Minute-Level Mean-Reversion Strategy: Design, Backtest, Validation, and Significance

Context

You are given minute-level OHLCV data (open, high, low, close, volume) for a single equity over 180 regular trading days. Assume the data are split-adjusted and cover regular trading hours (no overnight trading).

Task

Design and implement a simple mean-reversion strategy and evaluate it rigorously.
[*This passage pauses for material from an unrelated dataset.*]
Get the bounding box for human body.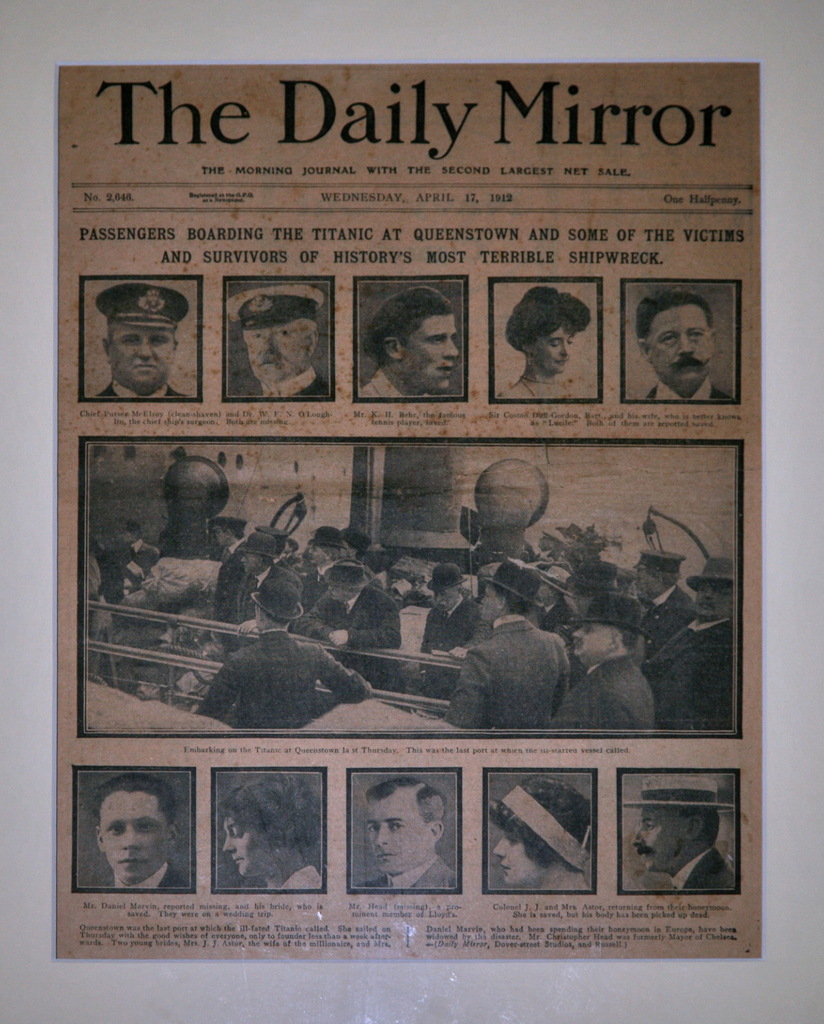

  1. Specify the complete strategy specification:
    • Entry/exit rules based on a mean-reversion signal.
    • Risk controls (e.g., time stop, stop-loss, daily stop, position caps, no-trade windows).
    • Position sizing (e.g., volatility targeting) with explicit formulas/parameters.
    • Transaction costs and slippage model.
  2. Implement a reproducible backtest that outputs at minimum:
    • Total and per-day PnL, win rate, average trade PnL, max drawdown, realized volatility, Sharpe ratio, and turnover.
  3. Perform out-of-sample validation using a hold-out split or walk-forward (rolling) validation. If you tune parameters, do so only on in-sample windows and freeze them for the test windows.
  4. Discuss overfitting risks and apply a suitable statistical test (e.g., bootstrap-based White’s Reality Check or similar) to assess whether performance is statistically significant given data-snooping.

Deliver a clear, step-by-step solution with code or pseudocode, including assumptions and guardrails to avoid look-ahead and survivorship biases.